Название: Elidor
Автор: Alan Garner
Издательство: HarperCollins
Жанр: Детская проза
isbn: 9780007388769
isbn:
“Well – sort of – yes – I think so.”
“Come on, then.”
It was not one or two houses that were empty, but row after row and street after street. Grass grew in the cobbles everywhere, and in the cracks of the pavement. Doors hung awry. Nearly all the windows were boarded up, or jagged with glass. Only at a few were there any curtains, and these twitched as the children approached. But they saw nobody.
“Isn’t it spooky?” said David. “You feel as if you ought to whisper. What if there was no one anywhere – even when we got back to Piccadilly?”
Helen looked through a window in one of the houses.
“This room’s full of old dustbins!” she said.
“What’s that chalked on the door?”
“Leave post at Number Four.”
“Number Four’s empty, too.”
“I shouldn’t like to be here at night, would you?” said Helen.
“I keep feeling we’re being watched,” said Roland.
“It’s not surprising,” said David, “with all these windows.”
“I’ve felt it ever since we were at the map in Piccadilly,” said Roland, “and all the way up Oldham Road.”
“Oh, come off it, Roland,” said Nicholas. “You’re always imagining things.”
“Look there,” said David. “They’ve started to bash the houses down. I wonder if we’ll see a demolition gang working. They do it with a big iron ball, you know. They swing it from a crane.”
Something had certainly hit the street they were in now, for only the fronts of the houses were standing, and the sky showed on the inside of windows, and staircases led up a patchwork gable end of wallpaper.
At the bottom of the row the children stopped. The streets continued, with cobbles and pavements and lamp posts – but there were no houses, just fields of rubble.
“Where’s your Thursday Street now?” said Nicholas.
“There,” said David.
He pointed to a salvaged nameplate that was balanced on a brickheap. “Thursday Street.”
“You brought us straight here, anyway, Roland,” said Nicholas. “The whole place has been flattened. It makes you think, doesn’t it?”
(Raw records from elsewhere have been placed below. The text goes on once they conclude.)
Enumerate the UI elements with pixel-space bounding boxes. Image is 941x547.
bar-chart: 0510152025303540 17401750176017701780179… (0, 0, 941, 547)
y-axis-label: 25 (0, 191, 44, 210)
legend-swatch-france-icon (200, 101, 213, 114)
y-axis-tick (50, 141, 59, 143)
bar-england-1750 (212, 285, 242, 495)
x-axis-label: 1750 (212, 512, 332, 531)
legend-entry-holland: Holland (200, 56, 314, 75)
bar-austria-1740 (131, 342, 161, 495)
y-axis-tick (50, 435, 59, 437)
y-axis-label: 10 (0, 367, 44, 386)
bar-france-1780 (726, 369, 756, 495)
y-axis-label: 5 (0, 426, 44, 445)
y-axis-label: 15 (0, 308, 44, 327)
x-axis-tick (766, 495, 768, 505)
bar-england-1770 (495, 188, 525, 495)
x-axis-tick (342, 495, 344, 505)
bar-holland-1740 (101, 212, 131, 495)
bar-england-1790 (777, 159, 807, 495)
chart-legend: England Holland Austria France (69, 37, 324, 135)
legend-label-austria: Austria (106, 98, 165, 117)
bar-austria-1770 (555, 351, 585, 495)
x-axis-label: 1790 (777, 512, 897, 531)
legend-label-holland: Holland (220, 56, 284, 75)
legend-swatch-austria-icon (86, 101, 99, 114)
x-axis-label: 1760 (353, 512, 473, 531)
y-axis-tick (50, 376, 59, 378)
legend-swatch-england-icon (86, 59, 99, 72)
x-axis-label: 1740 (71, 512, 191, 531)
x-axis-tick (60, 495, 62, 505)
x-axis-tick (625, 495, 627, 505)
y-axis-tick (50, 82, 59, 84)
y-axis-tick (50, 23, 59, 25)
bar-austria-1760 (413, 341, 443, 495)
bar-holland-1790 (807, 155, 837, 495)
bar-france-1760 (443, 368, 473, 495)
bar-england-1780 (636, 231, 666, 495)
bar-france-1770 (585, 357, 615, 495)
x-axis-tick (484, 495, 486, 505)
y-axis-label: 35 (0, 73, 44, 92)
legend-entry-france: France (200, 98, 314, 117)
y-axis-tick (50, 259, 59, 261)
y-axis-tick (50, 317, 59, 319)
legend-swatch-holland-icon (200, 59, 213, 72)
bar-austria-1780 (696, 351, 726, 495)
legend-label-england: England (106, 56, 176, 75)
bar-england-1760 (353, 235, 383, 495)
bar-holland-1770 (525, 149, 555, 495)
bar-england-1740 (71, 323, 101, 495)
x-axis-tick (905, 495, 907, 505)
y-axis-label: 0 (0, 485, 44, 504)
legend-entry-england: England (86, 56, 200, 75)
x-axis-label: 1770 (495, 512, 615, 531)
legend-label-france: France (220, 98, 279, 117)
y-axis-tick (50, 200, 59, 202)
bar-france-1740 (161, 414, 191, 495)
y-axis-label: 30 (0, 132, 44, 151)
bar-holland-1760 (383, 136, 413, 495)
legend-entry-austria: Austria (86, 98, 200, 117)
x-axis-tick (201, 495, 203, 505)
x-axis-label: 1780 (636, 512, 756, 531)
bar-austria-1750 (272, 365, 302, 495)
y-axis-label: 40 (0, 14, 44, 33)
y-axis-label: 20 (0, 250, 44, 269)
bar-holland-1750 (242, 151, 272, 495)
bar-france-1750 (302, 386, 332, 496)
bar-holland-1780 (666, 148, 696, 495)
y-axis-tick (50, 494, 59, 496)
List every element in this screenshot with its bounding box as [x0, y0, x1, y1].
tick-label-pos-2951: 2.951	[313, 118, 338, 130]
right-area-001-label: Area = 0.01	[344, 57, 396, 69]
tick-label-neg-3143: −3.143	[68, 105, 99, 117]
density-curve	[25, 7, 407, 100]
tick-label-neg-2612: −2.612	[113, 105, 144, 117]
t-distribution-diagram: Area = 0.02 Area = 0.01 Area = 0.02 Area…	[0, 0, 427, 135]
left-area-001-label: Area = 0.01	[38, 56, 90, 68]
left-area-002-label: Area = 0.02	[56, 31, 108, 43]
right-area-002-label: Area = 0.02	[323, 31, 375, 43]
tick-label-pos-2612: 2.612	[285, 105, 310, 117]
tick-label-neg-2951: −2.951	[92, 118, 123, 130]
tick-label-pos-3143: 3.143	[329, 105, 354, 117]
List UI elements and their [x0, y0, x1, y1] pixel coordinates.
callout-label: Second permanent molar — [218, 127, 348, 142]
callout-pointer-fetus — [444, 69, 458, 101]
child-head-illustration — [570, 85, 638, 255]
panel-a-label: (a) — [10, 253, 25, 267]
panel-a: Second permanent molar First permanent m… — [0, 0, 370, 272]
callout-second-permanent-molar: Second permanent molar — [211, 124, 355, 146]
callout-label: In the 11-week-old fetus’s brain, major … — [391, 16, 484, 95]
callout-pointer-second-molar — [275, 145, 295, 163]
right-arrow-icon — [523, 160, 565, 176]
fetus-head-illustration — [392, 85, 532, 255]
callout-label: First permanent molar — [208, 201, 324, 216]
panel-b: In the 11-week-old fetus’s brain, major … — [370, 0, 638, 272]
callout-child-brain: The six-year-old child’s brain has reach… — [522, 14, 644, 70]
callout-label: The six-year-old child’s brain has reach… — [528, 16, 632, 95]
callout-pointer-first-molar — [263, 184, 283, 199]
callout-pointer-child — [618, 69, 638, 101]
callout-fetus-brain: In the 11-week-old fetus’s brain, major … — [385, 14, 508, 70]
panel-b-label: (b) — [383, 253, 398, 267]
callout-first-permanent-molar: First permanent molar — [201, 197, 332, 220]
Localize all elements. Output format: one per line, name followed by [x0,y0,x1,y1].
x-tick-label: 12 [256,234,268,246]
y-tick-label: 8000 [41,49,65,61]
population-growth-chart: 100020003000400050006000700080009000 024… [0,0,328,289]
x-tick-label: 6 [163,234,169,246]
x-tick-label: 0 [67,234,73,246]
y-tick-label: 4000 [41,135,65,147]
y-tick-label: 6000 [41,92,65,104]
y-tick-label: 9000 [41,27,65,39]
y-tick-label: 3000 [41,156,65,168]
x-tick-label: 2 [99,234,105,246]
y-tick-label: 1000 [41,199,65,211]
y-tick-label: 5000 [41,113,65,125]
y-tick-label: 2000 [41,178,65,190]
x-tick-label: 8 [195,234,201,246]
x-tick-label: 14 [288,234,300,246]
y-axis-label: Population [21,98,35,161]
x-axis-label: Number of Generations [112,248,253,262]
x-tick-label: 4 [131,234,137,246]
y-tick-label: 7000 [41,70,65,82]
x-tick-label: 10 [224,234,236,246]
“There’s a demolition gang!” said Helen.
Alone and black in the middle of the wasteland stood a church. It was a plain Victorian building, with buttresses and lancet windows, a steep roof, but no spire. And beside it were a mechanical excavator and a lorry.
“I can’t see anybody,” said Roland.
“They’ll be inside,” said Nicholas. “Let’s go and ask if we can watch.”
The children set off along what had been Thursday Street. But as they reached the church even Nicholas found it hard to keep up his enthusiasm, for there was neither sound nor movement anywhere.
“We’d hear them if they were working, Nick. They’ve gone home.”
David turned the iron handle on the door, and pushed. The church clanged as he rattled the heavy latch, but the door seemed to be locked.
“They wouldn’t leave all this gear lying around,” said Nicholas. “They may be having a tea-break or something.”
“The lorry’s engine’s still warm,” said Roland. “And there’s a jacket in the cab.”
“The tailboard’s down, too. They’ve not finished loading all this wood yet.”
“What is it?”
“Smashed up bits of pew and floorboards.”
“Let’s wait, then,” said Nicholas. “Is there anything else?”
“No – yes, there is. There’s a ball behind the front wheel.”
“Fetch it out, and we’ll have a game.”
Roland pulled a white plastic football from under the lorry, and then he stopped.
“What’s the matter?”
“Listen,” said Roland. “Where’s the music coming from?”
“What music? You’re hearing things.”
“No, listen, Nick. He’s right.”
A fiddle was being played. The notes were thin, and pitched high in a tune of sadness. Away from the children an old man stood alone on the corner of a street, under a broken lamp post. He was poorly dressed, and wore a crumpled hat.
“Why’s he playing here?”
“Perhaps he’s blind,” said Helen. “Hadn’t we better tell him where he is? He probably thinks there are houses all round him.”
“Blind people know things like that by echoes,” said David. “Leave him alone: he may be practising. Oh, hurry up, Roland! We’re waiting!”
Roland let go of the ball, and kicked it as it fell.
He was about twenty yards from the others, and he punted the ball to reach them on the first bounce: but instead it soared straight from his foot, up and over their heads so quickly that they could hardly follow it. And the ball was still gaining speed, and rising, when it crashed through the middle lancet of the west window of the church.
David whistled. “Bullseye, Roland! Do it again!”
“Shh!” said Helen.
“It doesn’t matter. They’re pulling the place down, aren’t they?”
“I didn’t kick it very hard,” said Roland.
“Not much!”
“Never mind,” said Helen, “I’ll go and see if I can climb in.”
“We’ll all go,” said David.
“No. Stay here in case the gang comes back,” said Helen, and she disappeared round the corner of the church.
“Trust you to break a window,” said Nicholas.
“I’m sorry, Nick: I didn’t mean to. I just kicked the ball, and it seemed to fly by itself.”